Tuesday, February 28, 2012

One Final Gift


When the kids moved in with us, they came with the stereotypical foster kids’ black trash bags filled with crappy, stained, too-small clothes, and a lot of broken toys.

We replaced almost everything. It was our pleasure to do so.

While they lived here, I never left the house without returning home with something for them. Often I didn’t make a big deal of it, tucking whatever I’d bought into their toy box, drawers, or bookshelves (so many books!) for them to run across later. I didn’t want to try and buy their love and certainly didn’t want them to become spoiled, but I really wanted them to have nice things.

Now, after all these months have passed, I am finishing up what I think will be one of our most important gifts to them.

Life books.

Life books are generally scrapbooks that tell the kids’ life story as best as it can be pieced together.

Their previous foster mom agreed in her ISP to maintain life books for them each of the 18 months they lived with her.

The kids came to us with nothing.

In fact, after the kids moved in with us, I asked her to please make me copies of the photos she’d taken of the kids so I could start the life books myself. She stated that she didn’t know how to do that, though I was welcomed to take the memory card from her camera and have them made myself.

She DID, however, know how to upload all those photos to her Facebook page, which is strictly against foster parent rules, by the way.

She simply didn’t want to pay the few dollars that it would have cost to have the photos printed.

Shameful.

As it was, I simply swiped the pictures off of her FB page and printed them out myself. There were probably only 20 photos each of the kids, but they were certainly better than nothing.

I then worked with birth grandmother who provided me stacks of photos from the kids’ earliest years.

I researched online and found photos of the kids’ sisters whom they have never met.

I found additional photos of the kids that birth father had put online from the one time he visited with them while they were in foster care.
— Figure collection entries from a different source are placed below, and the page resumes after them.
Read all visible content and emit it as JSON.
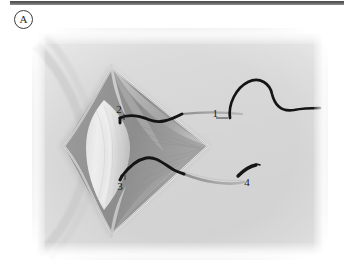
{
  "panel": {
    "letter": "A",
    "letter_icon": "circled-letter-a"
  },
  "header": {
    "rule_color": "#545454"
  },
  "figure": {
    "type": "surgical-illustration",
    "background_color": "#dcdcdc",
    "page_color": "#ffffff",
    "tissue_color": "#b9b9b9",
    "suture_color": "#111111",
    "thread_color": "#9a9a9a",
    "needle_color": "#1a1a1a",
    "callouts": [
      {
        "id": "1",
        "label": "1",
        "name": "suture-strand-free-end",
        "x": 188,
        "y": 86,
        "lead_from_x": 182,
        "lead_to_x": 150
      },
      {
        "id": "2",
        "label": "2",
        "name": "upper-suture-knot",
        "x": 86,
        "y": 88,
        "lead_from_x": 90,
        "lead_to_x": 92
      },
      {
        "id": "3",
        "label": "3",
        "name": "lower-suture-knot",
        "x": 87,
        "y": 146,
        "lead_from_x": 90,
        "lead_to_x": 92
      },
      {
        "id": "4",
        "label": "4",
        "name": "curved-needle",
        "x": 216,
        "y": 142,
        "lead_from_x": 214,
        "lead_to_x": 206
      }
    ]
  }
}
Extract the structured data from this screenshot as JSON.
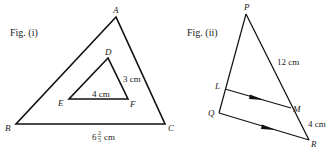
{
  "figures": [
    {
      "caption": "Fig. (i)",
      "outer_triangle": {
        "vertices": {
          "A": [
            116,
            17
          ],
          "B": [
            16,
            124
          ],
          "C": [
            165,
            124
          ]
        },
        "labels": {
          "A": "A",
          "B": "B",
          "C": "C"
        },
        "side_BC": {
          "whole": "6",
          "num": "2",
          "den": "5",
          "unit": "cm"
        }
      },
      "inner_triangle": {
        "vertices": {
          "D": [
            108,
            58
          ],
          "E": [
            69,
            99
          ],
          "F": [
            128,
            99
          ]
        },
        "labels": {
          "D": "D",
          "E": "E",
          "F": "F"
        },
        "side_EF": "4 cm",
        "side_DF": "3 cm"
      }
    },
    {
      "caption": "Fig. (ii)",
      "points": {
        "P": [
          246,
          14
        ],
        "L": [
          225,
          89
        ],
        "M": [
          291,
          108
        ],
        "Q": [
          219,
          113
        ],
        "R": [
          309,
          140
        ]
      },
      "labels": {
        "P": "P",
        "L": "L",
        "M": "M",
        "Q": "Q",
        "R": "R"
      },
      "side_PM": "12 cm",
      "side_MR": "4 cm",
      "parallel": "LM ∥ QR"
    }
  ]
}
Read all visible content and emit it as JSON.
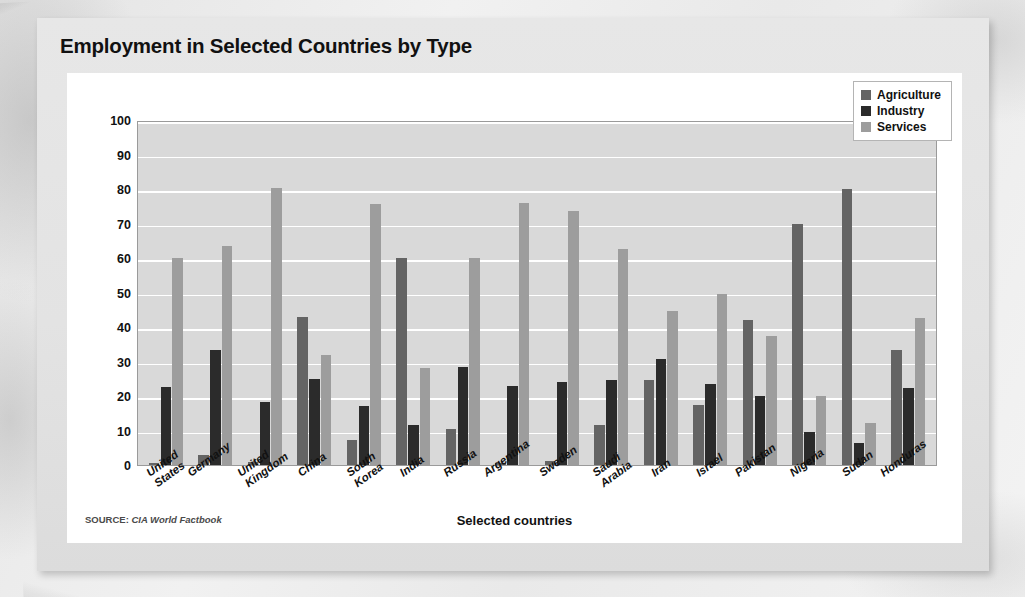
{
  "card": {
    "title": "Employment in Selected Countries by Type",
    "source_kicker": "SOURCE:",
    "source_name": "CIA World Factbook"
  },
  "legend": {
    "position": "top-right",
    "items": [
      {
        "label": "Agriculture",
        "color": "#646464",
        "icon": "legend-swatch-icon"
      },
      {
        "label": "Industry",
        "color": "#2b2b2b",
        "icon": "legend-swatch-icon"
      },
      {
        "label": "Services",
        "color": "#9d9d9d",
        "icon": "legend-swatch-icon"
      }
    ]
  },
  "chart_data": {
    "type": "bar",
    "title": "Employment in Selected Countries by Type",
    "xlabel": "Selected countries",
    "ylabel": "Percent of population",
    "ylim": [
      0,
      100
    ],
    "yticks": [
      100,
      90,
      80,
      70,
      60,
      50,
      40,
      30,
      20,
      10,
      0
    ],
    "grid": true,
    "legend_position": "top-right",
    "categories": [
      "United\nStates",
      "Germany",
      "United\nKingdom",
      "China",
      "South\nKorea",
      "India",
      "Russia",
      "Argentina",
      "Sweden",
      "Saudi\nArabia",
      "Iran",
      "Israel",
      "Pakistan",
      "Nigeria",
      "Sudan",
      "Honduras"
    ],
    "series": [
      {
        "name": "Agriculture",
        "color": "#646464",
        "values": [
          0.6,
          2.8,
          1.0,
          43.0,
          7.2,
          60.0,
          10.5,
          0.5,
          1.1,
          11.5,
          24.6,
          17.5,
          42.0,
          70.0,
          80.0,
          33.4
        ]
      },
      {
        "name": "Industry",
        "color": "#2b2b2b",
        "values": [
          22.6,
          33.4,
          18.2,
          25.0,
          17.0,
          11.7,
          28.5,
          23.0,
          24.0,
          24.6,
          30.6,
          23.4,
          20.0,
          9.7,
          6.3,
          22.3
        ]
      },
      {
        "name": "Services",
        "color": "#9d9d9d",
        "values": [
          60.0,
          63.5,
          80.3,
          32.0,
          75.6,
          28.0,
          60.0,
          76.0,
          73.7,
          62.5,
          44.6,
          49.7,
          37.5,
          20.0,
          12.2,
          42.5
        ]
      }
    ]
  }
}
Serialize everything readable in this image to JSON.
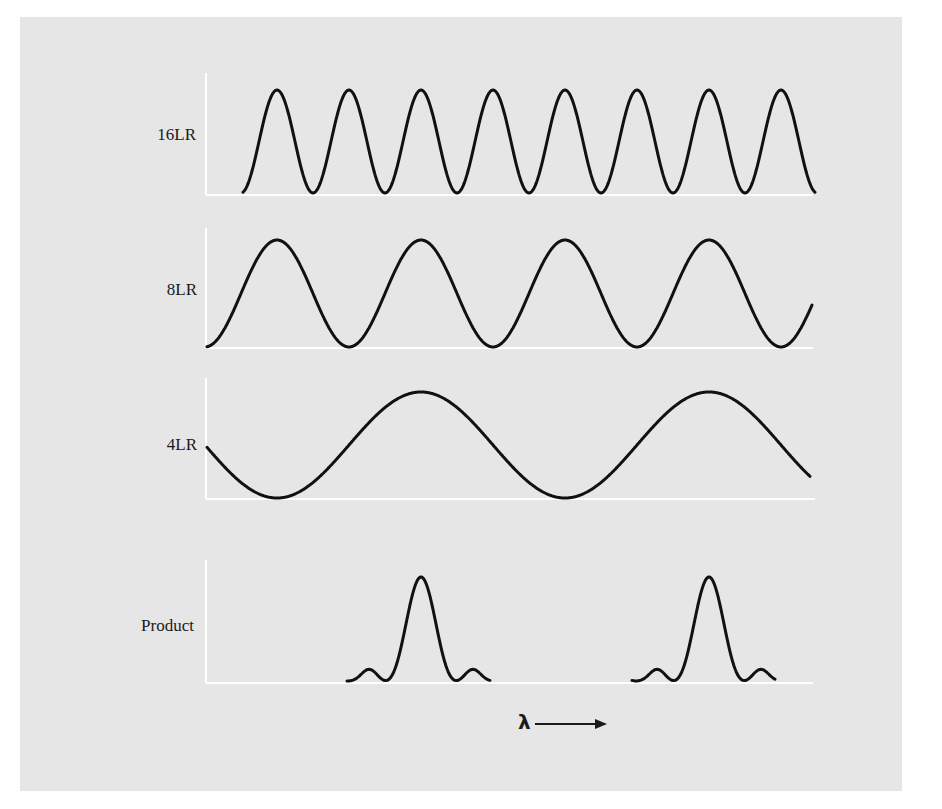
{
  "figure": {
    "background_color": "#e6e6e6",
    "page_color": "#ffffff",
    "axis_color": "#ffffff",
    "curve_color": "#111111"
  },
  "panels": [
    {
      "label": "16LR",
      "kind": "cosine",
      "period_px": 72
    },
    {
      "label": "8LR",
      "kind": "cosine",
      "period_px": 144
    },
    {
      "label": "4LR",
      "kind": "cosine",
      "period_px": 288
    },
    {
      "label": "Product",
      "kind": "product"
    }
  ],
  "x_axis": {
    "symbol": "λ",
    "arrow": "→"
  },
  "chart_data": {
    "type": "line",
    "title": "",
    "xlabel": "λ →",
    "ylabel": "",
    "grid": false,
    "series": [
      {
        "name": "16LR",
        "shape": "cos^2",
        "relative_period": 1,
        "peak_x_positions_px": [
          277,
          349,
          421,
          493,
          565,
          637,
          709,
          781
        ],
        "min": 0,
        "max": 1
      },
      {
        "name": "8LR",
        "shape": "cos^2",
        "relative_period": 2,
        "peak_x_positions_px": [
          277,
          421,
          565,
          709
        ],
        "min": 0,
        "max": 1
      },
      {
        "name": "4LR",
        "shape": "cos^2",
        "relative_period": 4,
        "peak_x_positions_px": [
          421,
          709
        ],
        "trough_x_positions_px": [
          277,
          565
        ],
        "min": 0,
        "max": 1
      },
      {
        "name": "Product",
        "shape": "product of the three",
        "peak_x_positions_px": [
          421,
          709
        ],
        "side_lobes": "small",
        "min": 0,
        "max": 1
      }
    ]
  }
}
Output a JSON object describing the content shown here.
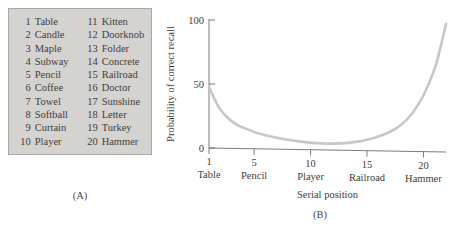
{
  "figure": {
    "panel_a_caption": "(A)",
    "panel_b_caption": "(B)"
  },
  "word_list": {
    "columns": [
      [
        {
          "num": "1",
          "word": "Table"
        },
        {
          "num": "2",
          "word": "Candle"
        },
        {
          "num": "3",
          "word": "Maple"
        },
        {
          "num": "4",
          "word": "Subway"
        },
        {
          "num": "5",
          "word": "Pencil"
        },
        {
          "num": "6",
          "word": "Coffee"
        },
        {
          "num": "7",
          "word": "Towel"
        },
        {
          "num": "8",
          "word": "Softball"
        },
        {
          "num": "9",
          "word": "Curtain"
        },
        {
          "num": "10",
          "word": "Player"
        }
      ],
      [
        {
          "num": "11",
          "word": "Kitten"
        },
        {
          "num": "12",
          "word": "Doorknob"
        },
        {
          "num": "13",
          "word": "Folder"
        },
        {
          "num": "14",
          "word": "Concrete"
        },
        {
          "num": "15",
          "word": "Railroad"
        },
        {
          "num": "16",
          "word": "Doctor"
        },
        {
          "num": "17",
          "word": "Sunshine"
        },
        {
          "num": "18",
          "word": "Letter"
        },
        {
          "num": "19",
          "word": "Turkey"
        },
        {
          "num": "20",
          "word": "Hammer"
        }
      ]
    ]
  },
  "chart_data": {
    "type": "line",
    "title": "",
    "xlabel": "Serial position",
    "ylabel": "Probability of correct recall",
    "xlim": [
      1,
      22
    ],
    "ylim": [
      0,
      100
    ],
    "grid": false,
    "legend": null,
    "ytick_values": [
      0,
      50,
      100
    ],
    "ytick_labels": [
      "0",
      "50",
      "100"
    ],
    "xtick_values": [
      1,
      5,
      10,
      15,
      20
    ],
    "xtick_labels": [
      "1",
      "5",
      "10",
      "15",
      "20"
    ],
    "xtick_sublabels": [
      "Table",
      "Pencil",
      "Player",
      "Railroad",
      "Hammer"
    ],
    "series": [
      {
        "name": "Probability of correct recall",
        "color": "#c9c7c6",
        "x": [
          1,
          1.5,
          2,
          2.5,
          3,
          3.5,
          4,
          5,
          6,
          7,
          8,
          9,
          10,
          11,
          12,
          13,
          14,
          15,
          16,
          17,
          18,
          19,
          20,
          21,
          21.6,
          22
        ],
        "values": [
          48,
          38,
          30,
          25,
          21,
          18,
          16,
          12.5,
          10,
          8,
          6.5,
          5.2,
          4.2,
          3.6,
          3.4,
          3.8,
          4.8,
          6.5,
          9,
          12.5,
          18,
          27,
          41,
          62,
          82,
          97
        ]
      }
    ]
  }
}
I added photos of the hospitals where they were born, along with the dates, times, doctors’ names, their heights and weights at birth, and even what the weather was on those days. (It’s amazing what you can find online when you start poking around.)

I included copies of honors certificates and report cards and pictures they'd colored, along with letters written to them by the people they were closest to when they lived here.

Then of course, I added the ridiculous number of photos that we’d taken of them during their time with us, describing each one.

All told, each life book is well over one hundred fifty pages. Our caseworker will be picking them up in a couple of weeks and delivering them to the new foster family next month when she visits their home.

Given that all contact to/with the past has been cut off for the kids, I am quite certain that they will not see these books for years to come. I am hopeful, though, that foster mom will keep them for the kids to have when they are older (or send them with the kids if they are moved).

When the kids do see them, I hope they will understand that although some really awful things happened to them during their childhoods, they were also cared for by a lot of people who loved them dearly.

That’s what I hope, though I'll never know for sure.